DeMartini lauded Yerli for the discipline needed to balk at cranking out substandard editions of Crysis or Crysis: Warhead for console crowds, empathizing with what he is sure was a difficult choice.

"It would be almost like a filmmaker making a film, but it doesn't get to show on 2,000 screens," DeMartini said. "You only get to show it on 600 screens, and Europe doesn't get to see it. This is game making, and we're trying to make money, but their creative souls is what they put into these products and to have other groups of the audience that can't enjoy what they spent so long to create is frustrating."

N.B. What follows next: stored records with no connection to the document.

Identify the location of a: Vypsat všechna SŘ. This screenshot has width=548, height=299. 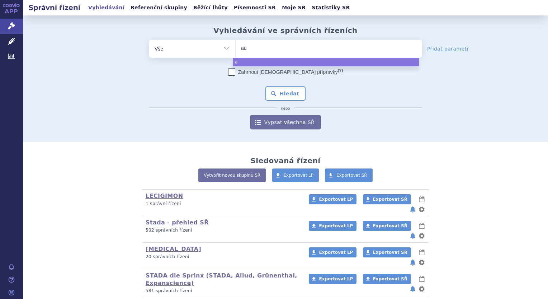
(286, 122).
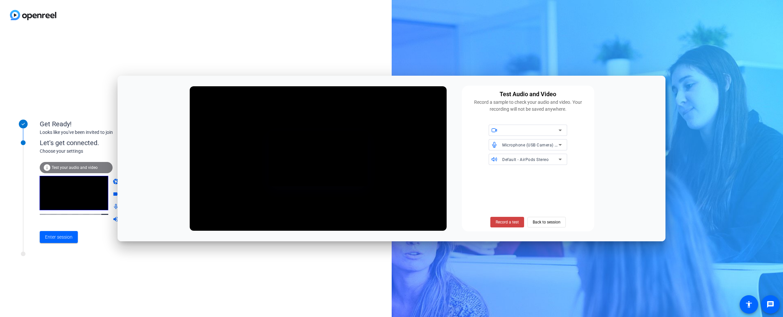 Image resolution: width=783 pixels, height=317 pixels. Describe the element at coordinates (47, 168) in the screenshot. I see `mat-icon: info` at that location.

That frustration may soon be a thing of the past, but Crytek still faces a number of challenges before Crysis 2 launches, not the least of which will be taking full advantage of the hardware and features on three different platforms. While Yerli wouldn't discuss specific differences between the PC and console versions of the game, he left the door open for significant differences to exist.

"One thing you can be sure of is that we need to compete within each platform," Yerli said. "If we want to be successful, our game has to be the best game that can exist on Xbox 360 and PS3. They're not competing versus each other; they're competing within PS3, within 360, within PC. That means we will try to maximize whatever PC gives us, whatever 360 gives us, whatever PS3 gives us. The achievement systems, trophies, etc. are all slightly different, but we'll try to get the maximum service for the gamer at the end of the day."

The "end of the day" may still be a ways off. Just announced last week, Crysis 2 doesn't even have an announced release window yet.